Grant Recipients Roy Lichtenstein Award Visual Arts 2024

Malcolm Peacock

A dimly lit nighttime photograph of Malcolm Peacock, who stands outside before a blurred tan and green background. His body and head are turned to face the right, and he wears no shirt or accessories.
Photo by Elliott Jerome Brown Jr.
  • 2024 Roy Lichtenstein Award
  • Visual Arts
  • Artist
  • Born 1994, Raleigh, NC
  • Lives in Brooklyn, NY
  • He/Him, They/Them

Artist Statement

My work regards and expands upon emotional and psychic spaces inhabited by Black people. I explore different ways that intimacy arises and can be created between a group or within a singular body. My work is used to propose offerings that exist as routes out (i.e. exits) of commonly accepted social practices and structures. These offerings elicit practices of slowness, close listening, looking, feeling, waiting, searching, holding, being. In my visual art and other works that materialize through one on one human interactions, I submit to durational practices such as endurance hair braiding, prolonged deliveries of speech during exercise, and monologue recitations. For me, these repetitive actions that require a commitment to physical, mental, and spiritual presence possess the ability to be transformative for both myself and those that witness them, as they often place into question our individual relationships to touch, the unknown, patience, discomfort, and possibility. These practices allow me to honor and share the significance of experiences that have changed me over time. Although impossible to experience the interiority of another person’s existence, art is a means by which I express the desire for a social landscape to become more emotionally intimate, present, and responsible.

- December 2023

Biography

Malcolm Peacock is an artist and athlete whose art often utilizes and alternates common physical actions—talking, looking, singing, running—to emphasize  the “stakes” and feelings that accompany being present in proximity to others and to one’s self. His practice is particularly interested in taking a deeper look at intimacy and the emotional spaces of Black subjects. 

The performance piece Doing Language: Word Work (2021) was presented at the Institute for Contemporary Art at Virginia Commonwealth University, Richmond, VA. Peacock was among five artists commissioned to create new work inspired by the fleeting existences of our lives. Under Peacock’s direction, audience members engaged in fleeting interactions with one another, an experience which attending artist Cara Benedetto describes in her own words: 

“When Dennis had finished, our eyes lightly darted and rested to the side once again, we giggled nervously and I thanked him for sharing, for his performance, for the space he made with me and here, and now, with Malcolm too. We spoke our names, allowing an invitation and then parted somewhat abruptly. I stared blankly into the fluttering social scene before me, and felt that finally something had happened. I learned to read differently that day.”

Peacock’s other works include Shala Miller & Malcolm Peacock with Amiri Baraka’s Cellar Vigil (2023) at Artists Space, New York, NY; and next in line at the peak of the valley, his spine bent forward as he surrendered to his choices (2023) as part of Converge 45 Biennial, Social Forms: Art as Global Citizenship, SE Cooper Contemporary, Portland, OR. Group exhibitions featuring Peacock’s work include Is It Morning for You Yet? (2022), the 58th Carnegie International, Carnegie Museum of Art, Pittsburgh, PA; and participation in Yesterday We Said Tomorrow (2021), Prospect 5, The Prospect Triennial, New Orleans, LA. 

He was the Artist in Residence at the Studio Museum in Harlem (2023-2024), was awarded the 58th Carnegie International Fine Prize (2022), and received the Art Matters Foundation Grant (2021). Peacock has participated in several artist residencies throughout the country, including the Skowhegan School of Painting and Sculpture (2017). 

Peacock received his M.F.A from The Mason Gross School of Arts at Rutgers University (2019) and his B.F.A. from Virginia Commonwealth University (2016).

A round, squat sculpture made from braided synthetic hair. The top portion is a large disc that is yellow at the center, and transitions outward to dark green with thick green braids lining the border of the disc. The base rounded towards the bottom and is constructed of light brown synthetic braids.

Next in line at the top of the valley, his spine bent forward as he surrendered to his choices, 2023, Braided Kanekalon hair, 84" x 19." Photo by Mario Gallucci.

Next in line at the top of the valley, his spine bent forward as he surrendered to his choices, 2023, sound.

A photo collage made of multiple layered photos at partial opacity. One image is a closeup shot of an athlete laying down on a racing track, their arms raised, hands folded over their forehead, and their eyes are closed as they breathe through their mouth. Layered with this image is a closeup of grass, as well as a smaller, clothed arm that reaches out and touches the athlete's cheek.

How to address the full capacity of our will, 2023, digital photography collage.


WHAT IS NEEDED: Using the data below, copy each line that includes the word "chart".
SOURCE MATERIAL section start
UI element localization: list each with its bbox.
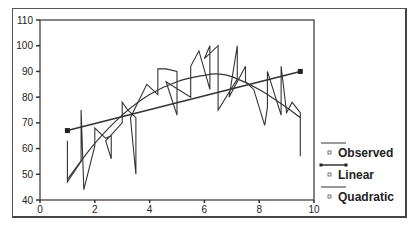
linear-marker <box>65 128 70 133</box>
x-tick-label: 8 <box>256 204 262 215</box>
chart-plot: 4050607080901001100246810 ObservedLinear… <box>0 0 412 229</box>
legend-label: Observed <box>338 146 393 160</box>
legend-item-linear: Linear <box>320 164 375 183</box>
x-tick-label: 10 <box>308 204 320 215</box>
x-tick-label: 0 <box>37 204 43 215</box>
legend-marker-icon <box>320 164 323 167</box>
legend-marker-icon <box>345 164 348 167</box>
legend-item-observed: Observed <box>321 143 393 160</box>
x-tick-label: 2 <box>92 204 98 215</box>
y-tick-label: 70 <box>22 117 34 128</box>
legend-label: Linear <box>338 168 374 182</box>
y-tick-label: 100 <box>16 40 33 51</box>
x-tick-label: 4 <box>147 204 153 215</box>
x-tick-label: 6 <box>202 204 208 215</box>
legend-label: Quadratic <box>338 190 394 204</box>
y-tick-label: 60 <box>22 143 34 154</box>
y-tick-label: 90 <box>22 66 34 77</box>
legend: ObservedLinearQuadratic <box>320 143 395 204</box>
linear-marker <box>298 69 303 74</box>
legend-bullet-icon <box>328 173 331 176</box>
series-group <box>65 46 303 190</box>
y-tick-label: 50 <box>22 169 34 180</box>
legend-bullet-icon <box>328 151 331 154</box>
series-quadratic <box>67 74 300 180</box>
y-tick-label: 40 <box>22 195 34 206</box>
series-observed <box>67 46 300 190</box>
legend-item-quadratic: Quadratic <box>321 187 394 204</box>
y-tick-label: 110 <box>17 15 33 26</box>
y-tick-label: 80 <box>22 92 34 103</box>
axes: 4050607080901001100246810 <box>16 15 320 216</box>
legend-bullet-icon <box>328 195 331 198</box>
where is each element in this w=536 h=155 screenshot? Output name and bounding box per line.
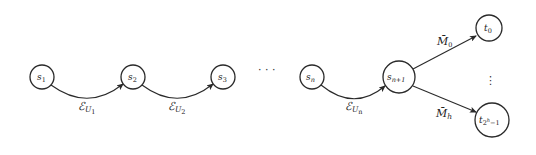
node-s3: s3	[211, 65, 235, 89]
vertical-ellipsis: ⋮	[485, 74, 496, 87]
horizontal-ellipsis: · · ·	[258, 63, 275, 76]
edge-label-e-u2: ℰU2	[168, 100, 185, 116]
state-transition-diagram: s1 s2 s3 sn sn+1 t0 t2h−1 ℰU1 ℰU2 ℰUn M̄…	[0, 0, 536, 155]
node-s2: s2	[121, 65, 145, 89]
edge-s2-s3	[142, 84, 213, 98]
edge-label-mh: M̄h	[435, 107, 452, 121]
node-t0: t0	[476, 15, 502, 41]
node-s1: s1	[30, 65, 54, 89]
edge-sn-sn1	[321, 85, 385, 99]
node-sn-plus-1: sn+1	[383, 61, 415, 93]
edge-s1-s2	[51, 84, 123, 98]
node-t-2h-minus-1: t2h−1	[475, 103, 509, 137]
edge-label-m0: M̄0	[436, 35, 452, 49]
edge-label-e-un: ℰUn	[345, 100, 363, 116]
node-sn: sn	[300, 65, 324, 89]
edge-label-e-u1: ℰU1	[78, 100, 95, 116]
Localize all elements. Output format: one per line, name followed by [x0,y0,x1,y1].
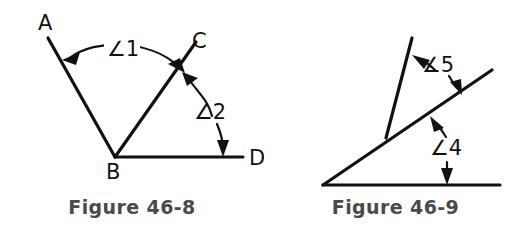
figure-sheet: ∠1 ∠2 A B C D Figure 46-8 [0,0,527,238]
angle-2-arrowhead-upper [182,72,198,86]
point-label-a: A [38,11,53,35]
diagonal-ray [323,70,492,185]
angle-2-label: ∠2 [194,100,226,124]
figure-46-9-caption: Figure 46-9 [264,196,527,218]
figure-46-8-caption: Figure 46-8 [0,196,264,218]
point-label-c: C [192,29,207,53]
figure-46-9-panel: ∠5 ∠4 Figure 46-9 [264,0,527,238]
point-label-b: B [106,160,120,184]
figure-46-8-panel: ∠1 ∠2 A B C D Figure 46-8 [0,0,264,238]
steep-ray [386,38,412,138]
angle-5-label: ∠5 [422,53,454,77]
angle-2-arrowhead-lower [217,140,229,157]
angle-4-label: ∠4 [430,136,462,160]
angle-4-arrowhead-lower [441,168,453,185]
angle-1-label: ∠1 [107,37,139,61]
point-label-d: D [249,146,264,170]
angle-1-arrowhead-left [62,52,80,65]
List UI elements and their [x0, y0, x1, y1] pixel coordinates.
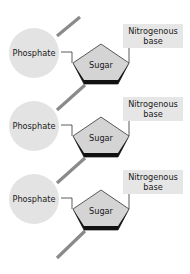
phosphate-sugar-connector	[61, 52, 72, 63]
sugar-label: Sugar	[89, 60, 114, 70]
sugar-label: Sugar	[89, 133, 114, 143]
backbone-top	[57, 17, 80, 36]
backbone-1-2	[57, 85, 85, 110]
nucleotide-unit-1: Phosphate Sugar Nitrogenous base	[9, 24, 183, 84]
sugar-label: Sugar	[89, 206, 114, 216]
base-label-line2: base	[143, 36, 163, 46]
base-label-line1: Nitrogenous	[128, 99, 178, 109]
backbone-2-3	[57, 158, 85, 183]
base-label-line1: Nitrogenous	[128, 26, 178, 36]
phosphate-label: Phosphate	[12, 194, 55, 204]
base-label-line2: base	[143, 182, 163, 192]
phosphate-sugar-connector	[61, 198, 72, 209]
phosphate-sugar-connector	[61, 125, 72, 136]
backbone-bottom	[57, 231, 85, 258]
nucleotide-chain-diagram: Phosphate Sugar Nitrogenous base Phospha…	[0, 0, 190, 274]
phosphate-label: Phosphate	[12, 48, 55, 58]
base-label-line2: base	[143, 109, 163, 119]
base-label-line1: Nitrogenous	[128, 172, 178, 182]
phosphate-label: Phosphate	[12, 121, 55, 131]
nucleotide-unit-2: Phosphate Sugar Nitrogenous base	[9, 97, 183, 157]
nucleotide-unit-3: Phosphate Sugar Nitrogenous base	[9, 170, 183, 230]
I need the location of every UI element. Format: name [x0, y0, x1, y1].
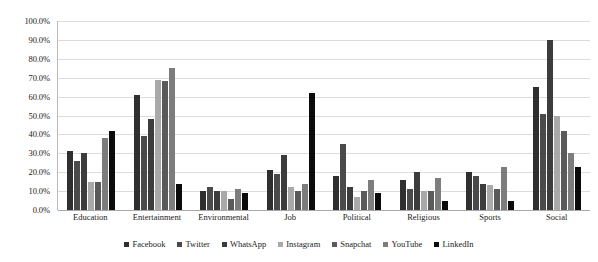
x-axis-category-label: Environmental	[190, 212, 257, 230]
y-axis-tick-label: 20.0%	[29, 167, 50, 177]
bar	[102, 138, 108, 210]
bar	[242, 193, 248, 210]
legend-label: Twitter	[185, 239, 209, 249]
bar-group	[524, 21, 591, 210]
x-axis-category-label: Entertainment	[124, 212, 191, 230]
legend-swatch-icon	[124, 242, 129, 247]
bar	[347, 187, 353, 210]
y-axis-tick-label: 40.0%	[29, 129, 50, 139]
y-axis-tick-label: 90.0%	[29, 35, 50, 45]
bar	[67, 151, 73, 210]
bar	[442, 201, 448, 210]
legend-swatch-icon	[332, 242, 337, 247]
bar-group	[58, 21, 125, 210]
bar	[435, 178, 441, 210]
bar	[473, 176, 479, 210]
bar	[169, 68, 175, 210]
legend-item[interactable]: YouTube	[383, 239, 422, 249]
bar	[207, 187, 213, 210]
bar	[407, 189, 413, 210]
legend-label: YouTube	[391, 239, 422, 249]
bar	[134, 95, 140, 210]
y-axis-tick-label: 10.0%	[29, 186, 50, 196]
legend-item[interactable]: Facebook	[124, 239, 165, 249]
bar	[501, 167, 507, 210]
legend: FacebookTwitterWhatsAppInstagramSnapchat…	[0, 236, 598, 252]
bar	[176, 184, 182, 210]
bar	[494, 189, 500, 210]
bar	[368, 180, 374, 210]
bar	[428, 191, 434, 210]
bar-group	[391, 21, 458, 210]
bar	[274, 174, 280, 210]
legend-label: Instagram	[286, 239, 320, 249]
y-axis: 100.0%90.0%80.0%70.0%60.0%50.0%40.0%30.0…	[0, 21, 55, 210]
axis-baseline	[58, 210, 590, 211]
x-axis-category-label: Sports	[457, 212, 524, 230]
bar	[148, 119, 154, 210]
y-axis-tick-label: 60.0%	[29, 92, 50, 102]
legend-swatch-icon	[177, 242, 182, 247]
bar	[340, 144, 346, 210]
bar	[533, 87, 539, 210]
legend-label: LinkedIn	[442, 239, 473, 249]
x-axis-category-label: Education	[57, 212, 124, 230]
legend-swatch-icon	[434, 242, 439, 247]
bar	[155, 80, 161, 210]
bar	[554, 116, 560, 211]
bar	[235, 189, 241, 210]
legend-swatch-icon	[222, 242, 227, 247]
bar	[575, 167, 581, 210]
legend-label: WhatsApp	[230, 239, 266, 249]
legend-label: Snapchat	[340, 239, 371, 249]
legend-item[interactable]: Instagram	[278, 239, 320, 249]
bar	[141, 136, 147, 210]
bar	[81, 153, 87, 210]
legend-item[interactable]: LinkedIn	[434, 239, 473, 249]
bar-group	[457, 21, 524, 210]
bar	[375, 193, 381, 210]
bar	[200, 191, 206, 210]
bar-chart: 100.0%90.0%80.0%70.0%60.0%50.0%40.0%30.0…	[0, 0, 598, 262]
y-axis-tick-label: 80.0%	[29, 54, 50, 64]
bar	[74, 161, 80, 210]
bar	[547, 40, 553, 210]
x-axis: EducationEntertainmentEnvironmentalJobPo…	[57, 212, 590, 230]
bar-group	[324, 21, 391, 210]
y-axis-tick-label: 30.0%	[29, 148, 50, 158]
x-axis-category-label: Job	[257, 212, 324, 230]
legend-label: Facebook	[132, 239, 165, 249]
bar	[466, 172, 472, 210]
bar	[281, 155, 287, 210]
legend-item[interactable]: Snapchat	[332, 239, 371, 249]
x-axis-category-label: Social	[523, 212, 590, 230]
legend-item[interactable]: WhatsApp	[222, 239, 266, 249]
bar-group	[258, 21, 325, 210]
bar	[109, 131, 115, 210]
bar	[561, 131, 567, 210]
bar	[309, 93, 315, 210]
bar	[221, 191, 227, 210]
x-axis-category-label: Religious	[390, 212, 457, 230]
bar	[568, 153, 574, 210]
bar	[333, 176, 339, 210]
bar	[487, 185, 493, 210]
bar	[267, 170, 273, 210]
bar	[162, 81, 168, 210]
plot-area	[57, 21, 590, 210]
bar	[228, 199, 234, 210]
bar	[288, 187, 294, 210]
bar	[400, 180, 406, 210]
bar	[214, 191, 220, 210]
bar	[295, 191, 301, 210]
bar	[480, 184, 486, 210]
legend-swatch-icon	[383, 242, 388, 247]
y-axis-tick-label: 100.0%	[24, 16, 50, 26]
bar-group	[125, 21, 192, 210]
bar	[540, 114, 546, 210]
bar	[302, 184, 308, 210]
bar	[508, 201, 514, 210]
legend-item[interactable]: Twitter	[177, 239, 209, 249]
y-axis-tick-label: 50.0%	[29, 111, 50, 121]
bar	[354, 197, 360, 210]
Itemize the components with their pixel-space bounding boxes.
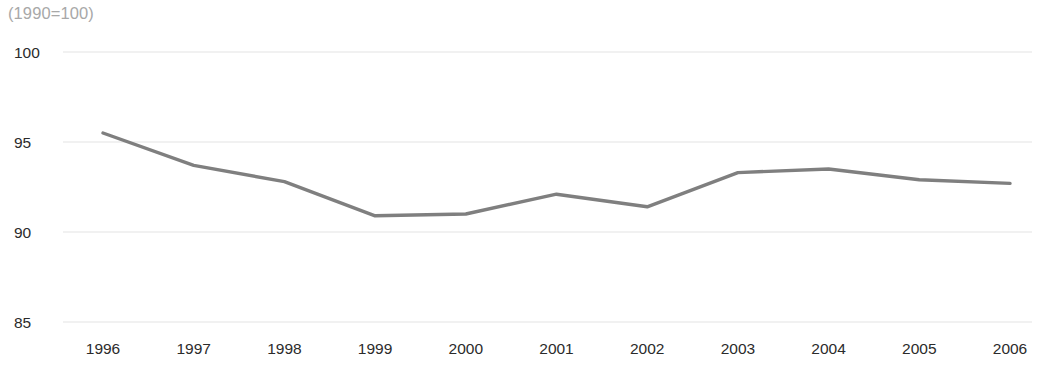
x-axis-tick-label-2003: 2003 xyxy=(721,340,755,358)
x-axis-tick-label-1998: 1998 xyxy=(267,340,301,358)
x-axis-tick-label-2006: 2006 xyxy=(993,340,1027,358)
chart-plot-area xyxy=(0,0,1044,379)
x-axis-tick-label-2004: 2004 xyxy=(811,340,845,358)
x-axis-tick-label-2001: 2001 xyxy=(539,340,573,358)
gridlines xyxy=(63,52,1032,322)
x-axis-tick-label-2005: 2005 xyxy=(902,340,936,358)
x-axis-tick-label-2000: 2000 xyxy=(449,340,483,358)
data-series-line xyxy=(103,133,1010,216)
x-axis-tick-label-1999: 1999 xyxy=(358,340,392,358)
chart-container: (1990=100) 100 95 90 85 1996 1997 1998 1… xyxy=(0,0,1044,379)
x-axis-tick-label-1996: 1996 xyxy=(86,340,120,358)
x-axis-tick-label-2002: 2002 xyxy=(630,340,664,358)
x-axis-tick-label-1997: 1997 xyxy=(176,340,210,358)
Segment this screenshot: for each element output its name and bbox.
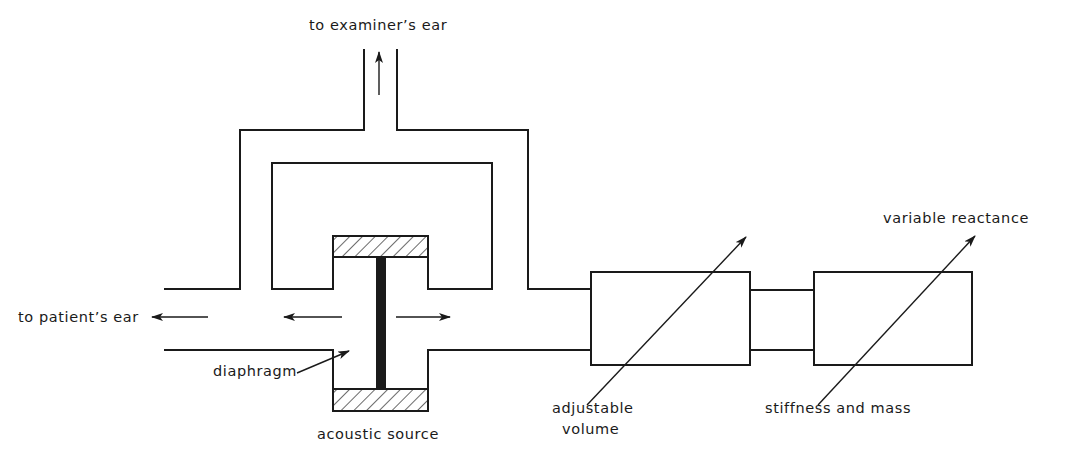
diaphragm-pointer-icon <box>297 351 349 373</box>
label-diaphragm: diaphragm <box>213 363 297 379</box>
hatched-top-block <box>333 236 428 257</box>
variable-arrow-icon <box>818 236 975 405</box>
label-examiner-ear: to examiner’s ear <box>309 17 447 33</box>
label-adjustable: adjustable <box>552 400 634 416</box>
lower-pipe-right <box>428 350 591 391</box>
adjustable-volume-box <box>587 237 750 405</box>
label-acoustic-source: acoustic source <box>317 426 439 442</box>
label-patient-ear: to patient’s ear <box>18 309 139 325</box>
diaphragm <box>376 257 386 389</box>
label-volume: volume <box>562 421 619 437</box>
label-stiffness-mass: stiffness and mass <box>765 400 911 416</box>
inner-loop-left-return <box>272 257 333 289</box>
label-variable-reactance: variable reactance <box>883 210 1029 226</box>
acoustic-bridge-diagram: to examiner’s ear to patient’s ear diaph… <box>0 0 1065 459</box>
hatched-bottom-block <box>333 389 428 411</box>
acoustic-source <box>333 236 428 411</box>
stiffness-mass-box <box>814 236 975 405</box>
variable-arrow-icon <box>587 237 746 405</box>
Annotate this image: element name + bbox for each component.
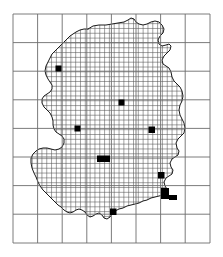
marker-southeast-cluster-tail — [169, 195, 177, 200]
marker-south — [110, 209, 117, 216]
marker-southeast-cluster-main — [161, 188, 169, 199]
dot-density-map-figure — [0, 0, 223, 257]
marker-northwest — [56, 66, 62, 72]
map-canvas — [0, 0, 223, 257]
marker-center — [119, 100, 125, 106]
marker-southeast — [158, 172, 165, 179]
marker-east — [149, 127, 156, 134]
marker-southcenter-wide — [97, 156, 110, 163]
marker-west — [75, 126, 81, 132]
SOURCE MATERIAL section end
EXPECTED ANSWER:
chart-plot: 4050607080901001100246810 ObservedLinear… <box>0 0 412 229</box>
bar-chart: 100.0%90.0%80.0%70.0%60.0%50.0%40.0%30.0…	[0, 0, 598, 262]
chart-plot-area xyxy=(0,0,1044,379)
chart-container: (1990=100) 100 95 90 85 1996 1997 1998 1… xyxy=(0,0,1044,379)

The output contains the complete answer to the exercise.